There are several ways to access the Lacombe Corn Maze website: Type kraayfamilyfarm.com into your browser, Google it or board a helicopter with a smart phone and scan the seven-acre QR code below.
Every year, Rachel Kraay, her husband and his parents think of a different design for the Lacombe Corn Maze. This year, it’s the wold’s largest QR code, a Quick Response matrix used by smart phones to access information.
They just received confirmation from the Guinness Book of World Records in September after months of work. “They require a lot of evidence,” says Kraay, “and we needed to be able to scan the code with a smart phone from the air.”
To accomplish this, the family tried to scan the code by helicopter with no luck. Undeterred, they cultivated the pathways, thinking a higher contrast between the dark soil and the light corn would be easier to scan. They were right – the second time they flew over, it worked.
The decision to create a QR code was easy since the technology already resembles a maze, but the Kraays can’t take all the credit for the finished product.
Just as you’d hire an architect for a building, there are international corn maze companies that specialize in figuring dimensions and designs, making a maze both logistically sound and visually appealing.

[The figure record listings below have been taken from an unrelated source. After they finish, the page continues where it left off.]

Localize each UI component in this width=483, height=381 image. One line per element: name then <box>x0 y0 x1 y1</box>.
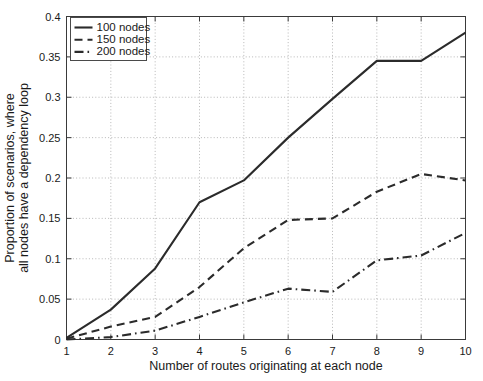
x-axis-title: Number of routes originating at each nod… <box>149 359 383 373</box>
legend-label: 200 nodes <box>97 45 151 57</box>
y-axis-title-line1: Proportion of scenarios, where <box>3 93 17 263</box>
y-tick-label: 0.4 <box>45 11 60 23</box>
x-tick-label: 6 <box>285 345 291 357</box>
x-tick-label: 3 <box>152 345 158 357</box>
chart-legend[interactable]: 100 nodes150 nodes200 nodes <box>71 18 151 61</box>
x-tick-label: 9 <box>418 345 424 357</box>
y-tick-label: 0.15 <box>39 212 60 224</box>
axis-tick-labels: 1234567891000.050.10.150.20.250.30.350.4 <box>39 11 472 357</box>
x-tick-label: 2 <box>108 345 114 357</box>
legend-label: 150 nodes <box>97 33 151 45</box>
data-series <box>67 33 466 340</box>
y-tick-label: 0.25 <box>39 132 60 144</box>
y-tick-label: 0.2 <box>45 172 60 184</box>
line-chart: 1234567891000.050.10.150.20.250.30.350.4… <box>0 0 483 381</box>
gridlines <box>67 17 466 340</box>
axis-ticks <box>67 17 466 340</box>
y-tick-label: 0 <box>54 334 60 346</box>
y-tick-label: 0.3 <box>45 91 60 103</box>
series-line-200-nodes <box>67 233 466 340</box>
y-axis-title-line2: all nodes have a dependency loop <box>17 83 31 273</box>
axis-titles: Number of routes originating at each nod… <box>3 83 383 373</box>
y-tick-label: 0.05 <box>39 293 60 305</box>
x-tick-label: 8 <box>374 345 380 357</box>
plot-frame <box>67 17 466 340</box>
x-tick-label: 10 <box>459 345 471 357</box>
series-line-100-nodes <box>67 33 466 338</box>
x-tick-label: 5 <box>241 345 247 357</box>
x-tick-label: 4 <box>196 345 202 357</box>
y-tick-label: 0.1 <box>45 253 60 265</box>
figure-container: 1234567891000.050.10.150.20.250.30.350.4… <box>0 0 483 381</box>
x-tick-label: 7 <box>329 345 335 357</box>
legend-label: 100 nodes <box>97 21 151 33</box>
plot-axes <box>67 17 466 340</box>
y-tick-label: 0.35 <box>39 51 60 63</box>
x-tick-label: 1 <box>63 345 69 357</box>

The Lacombe farm’s architect, the MAiZE, has designed over 2,000 corn mazes across the globe, including four in Alberta such as the Edmonton Corn Maze, co-owned by Rachel’s brother-in-law, Jesse Kraay.
Jesse transfers the MAiZE’s coordinates onto the corn using spray paint and flags, cutting the crop when it’s just six inches tall. It’s a difficult and lengthy process, taking several weeks.
And, while it could be made easier with GPS technology,Rachel says both groups are “old fashioned” that way. The giant QR code begs to differ.